Ulrich bludgeons Helge with a rock, recalling the primal imagery of Cain and Abel, and explaining his scars. He places the boy’s body in the bunker, and waits for him to die of his injuries. But we know Ulrich has not ended the cycle, but only started it, just as Cain committed the first murder in the Bible. For the record, I strongly believe that physically punishing children subconsciously encourages violent behavior, and it is small wonder Helge came to value life so little when a stranger brutally demonstrated how worthless he was to him, at such an impressionable age. Since we have mentioned Hitler, it’s also a dreadful reminder that, no, going back in time and killing him would not have prevented the rise of fascism in Europe during the ‘30s.

Continued below

During their conversation in ’86, the Stranger asks if time travel can allow us to change our destinies, or if “we are nothing but slaves of time”: Tannhaus stresses that the causal loop would make it impossible to determine what exactly caused something to unfold. Ulrich sits hoping reality will be reset and that he’ll be reunited with his brother and son, but it’s clear karma has already punished him for his sin — his inability to express grief without anger has made him time’s ultimate slave.

5. Casting Notes

It’s interesting Ulrich participates in a scenario resembling the “would you kill Baby Hitler?” dilemma, given Oliver Masucci played the fiend himself in the black comedy Look Who’s Back (Er ist wieder da), where Hitler is mysteriously revived in the present day. The more likely in-joke is that Mads, Mikkel, and the Danish surname Nielsen were all nods towards Masucci’s lookalike from across the border, Mads Mikkelsen (something the German Netflix Twitter account has acknowledged).

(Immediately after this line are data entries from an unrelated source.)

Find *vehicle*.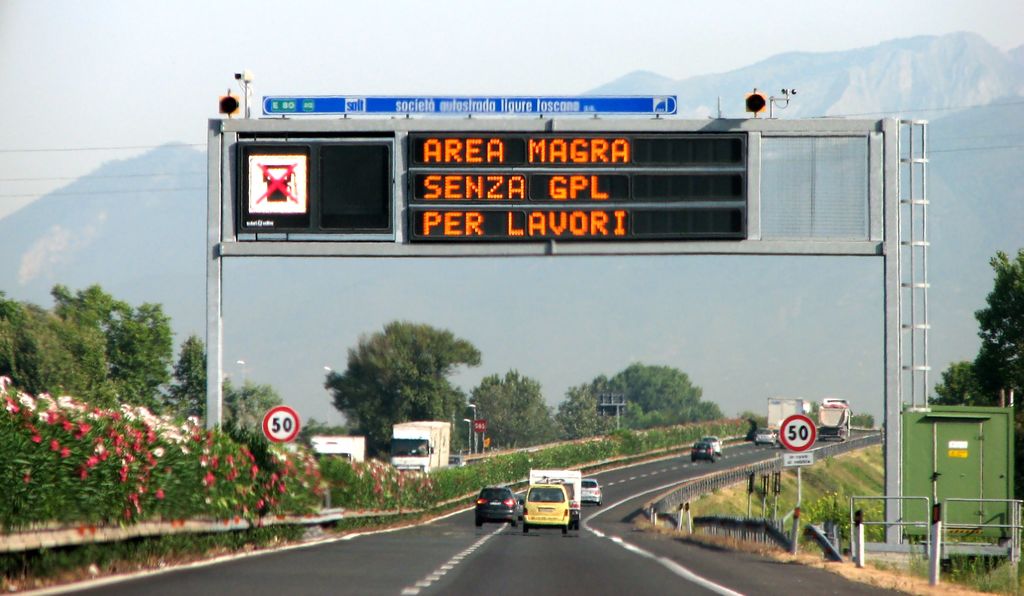
box(701, 435, 723, 456).
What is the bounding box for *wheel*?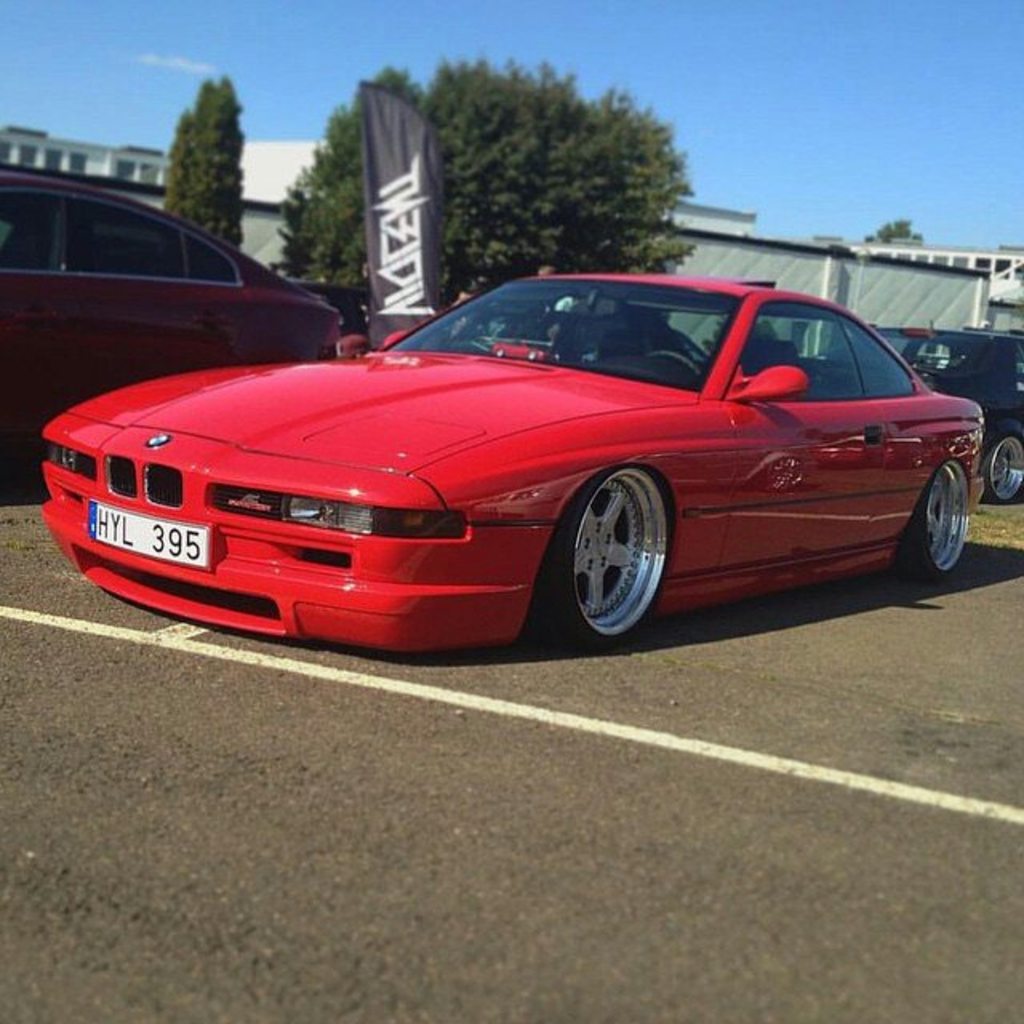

On that note, Antje Traue (Agnes Nielsen) and Anatole Taubman (Bernd Doppler) were the only actors I recognized before watching the series: Traue memorably played Faora in Man of Steel, while Taubman is an incredibly prolific actor who’s been in everything from the Bond films to the MCU, and Watchmen (portraying Jon Osterman’s father in the eighth episode). I think Traue’s casting actually helped convey that Agnes is a glamorous woman who hasn’t figured out how to blend in Winden yet.

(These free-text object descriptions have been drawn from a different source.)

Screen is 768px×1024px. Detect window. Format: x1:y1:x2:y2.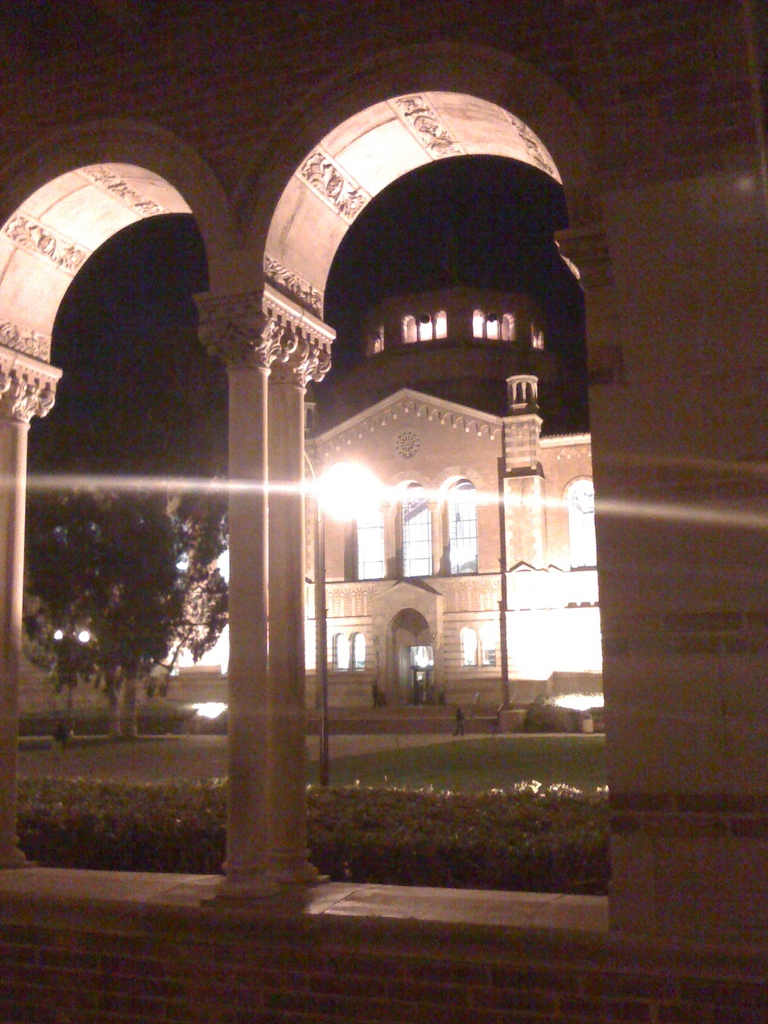
401:306:449:342.
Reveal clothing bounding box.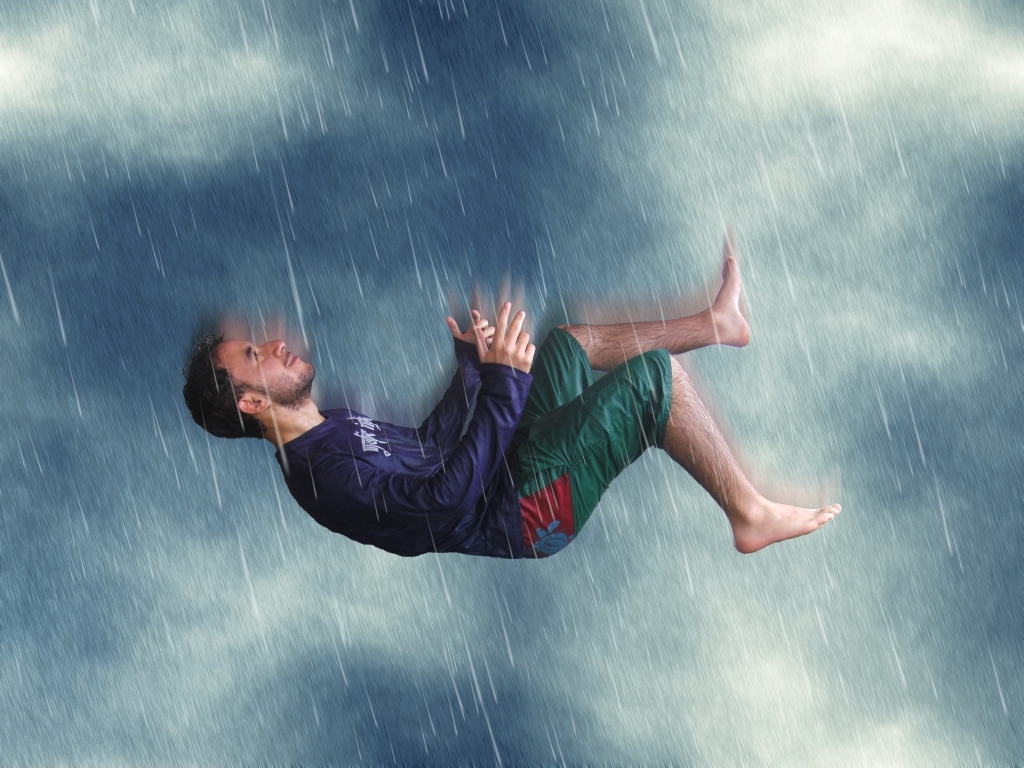
Revealed: [241, 264, 748, 558].
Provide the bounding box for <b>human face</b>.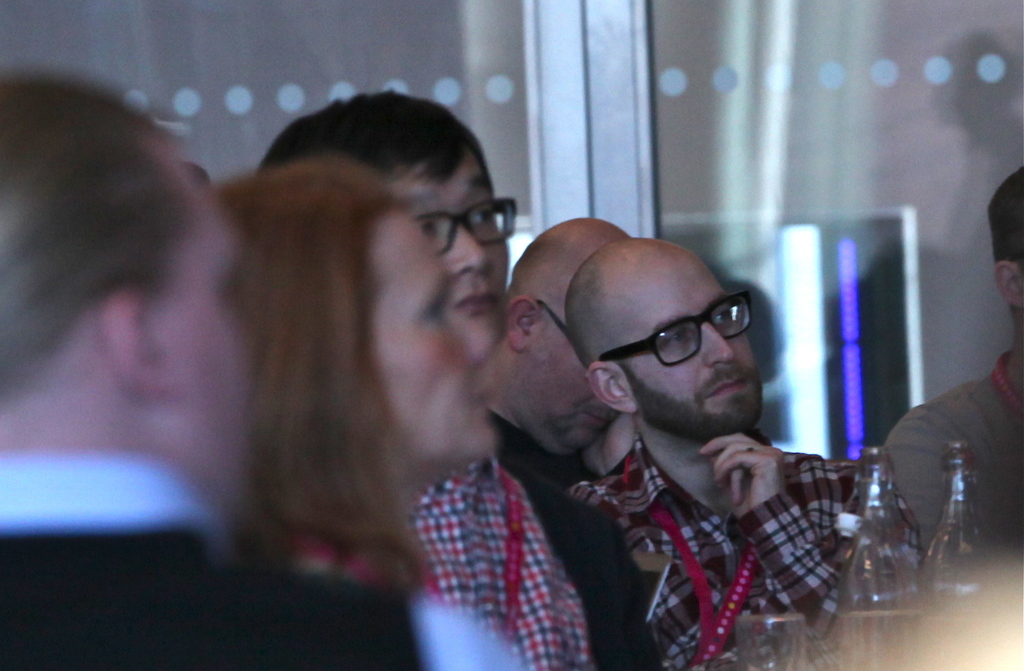
BBox(381, 209, 485, 467).
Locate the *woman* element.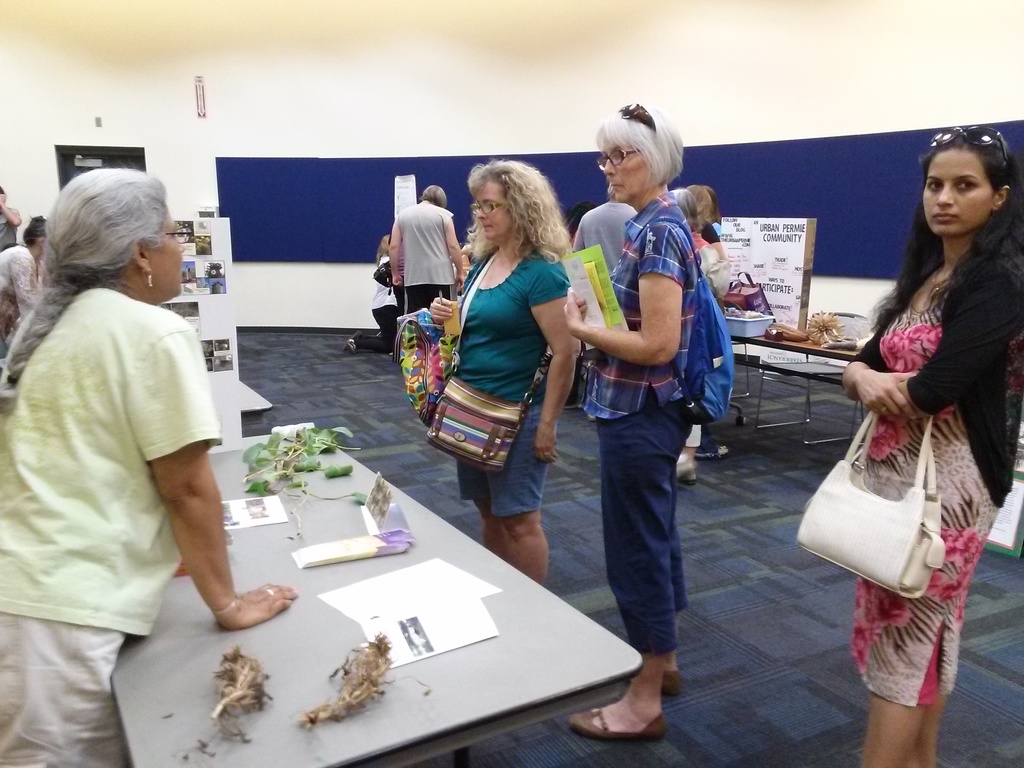
Element bbox: 562,106,705,755.
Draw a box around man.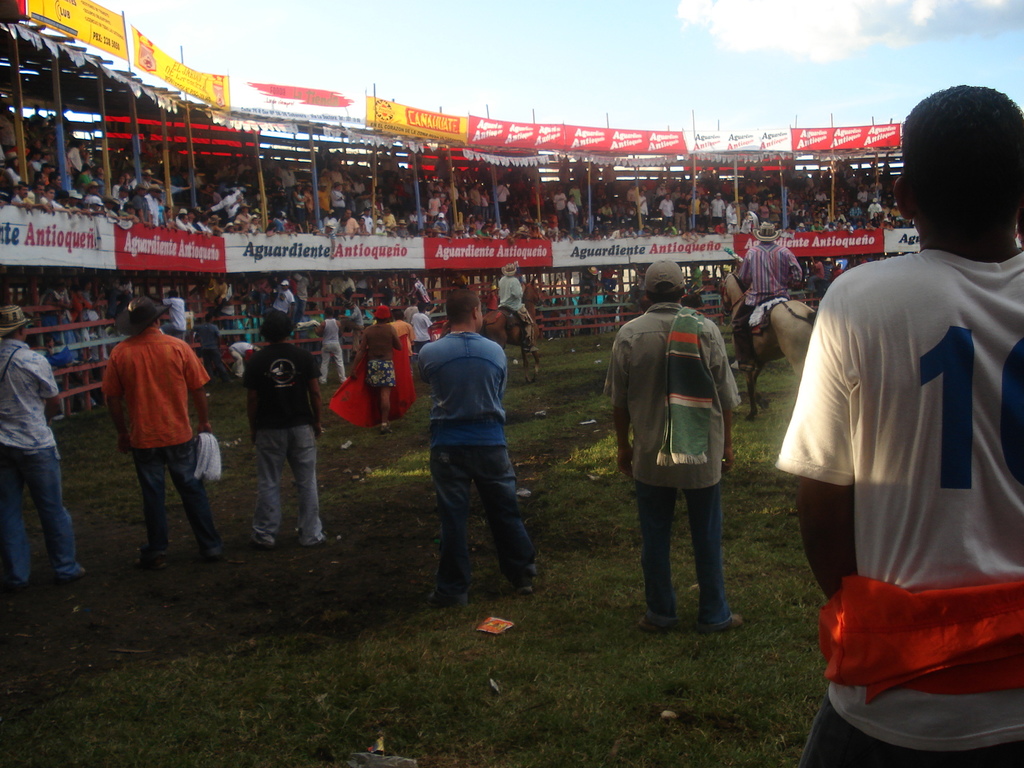
region(332, 273, 355, 310).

Doris, Agnes and Egon learning about Gretchen's disappearance

Claudia Tiedemann shares her older counterpart’s heterochromia (her right eye — our left — is blue, while her left is brown). Eye colors are a consistency the show has been happy to overlook, but this is an understandable exception. For the record, none of the actresses who play Claudia — Julika Jenkins, Gwendolyn Göbel, and Lisa Kreuzer — have heterochromia.

Other Observations:

– The episode opens with a line from Shakespeare’s The Tempest, “Hell is empty, and all the devils are here (Die Hölle ist leer, alle Teufel sind hier)!” It can be interpreted as a reference to the overnight materialization of the unidentified corpses, or how Ulrich doesn’t find the child murderer version of Helge in 1953, but becomes a would-be killer himself.

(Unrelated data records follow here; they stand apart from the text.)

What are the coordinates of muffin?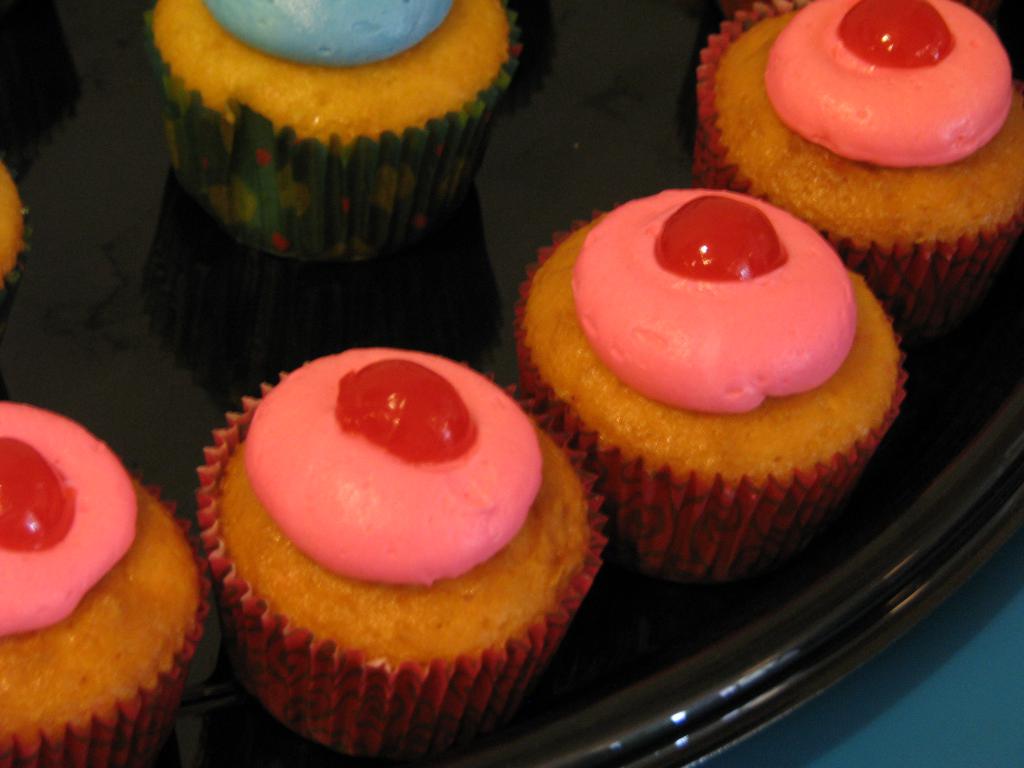
(509, 182, 909, 591).
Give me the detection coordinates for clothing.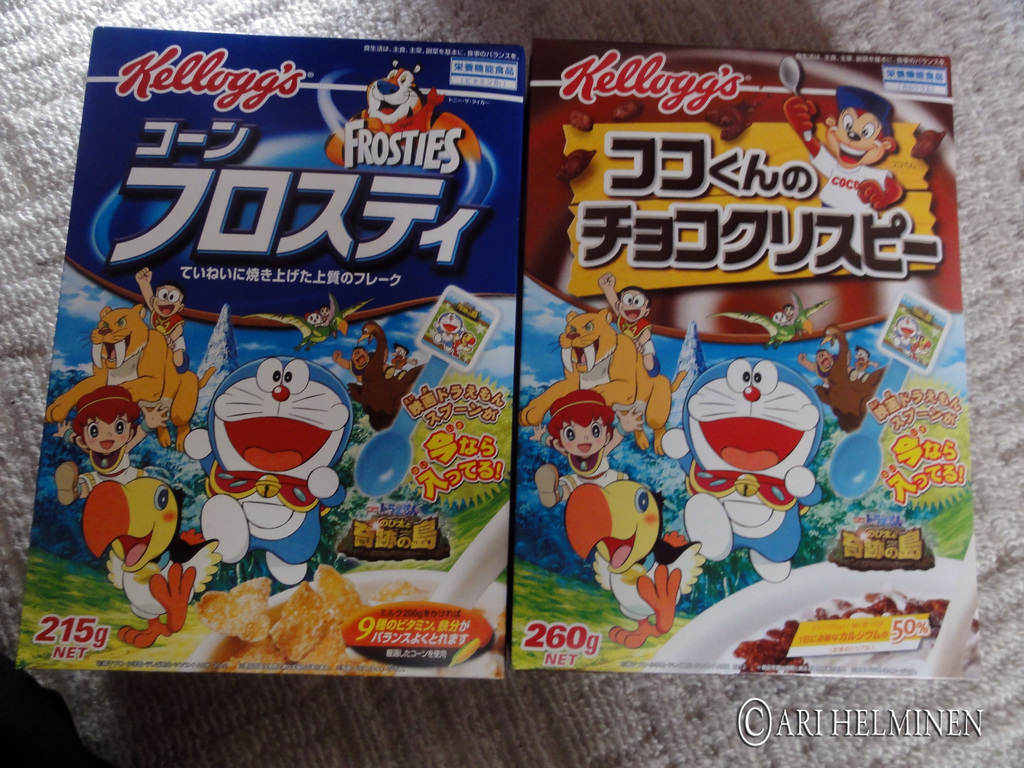
crop(88, 446, 152, 498).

– The Bible doesn’t identify the weapon Cain used to kill Abel, as much as artists imagine it was something as primitive as a rock; the non-canon Book of Jasher, which is referenced in the Old Testament, describes it as the “iron part of his ploughing instrument.”

– For better or worse, the police’s surprise at the “Made in China” tags on Yasin and Erik’s clothes is one of the show’s most memorable gags. (“Chinesisch?“)

During the episode’s ending, Kreuzer’s elderly Claudia is finally seen examining the evidence wall glimpsed in the first episode. I’ll leave you to ponder our own wall of evidence until next week, when we look at “Everything is Now (Alles ist jetzt).”


//TAGS | 2020 Summer TV Binge | Dark

Christopher Chiu-Tabet

Chris is the news manager of Multiversity Comics. A writer from London on the autistic spectrum, he enjoys tweeting and blogging on Medium about his favourite films, TV shows, books, music, and games, plus history and religion. He is Lebanese/Chinese, although he can't speak Cantonese or Arabic.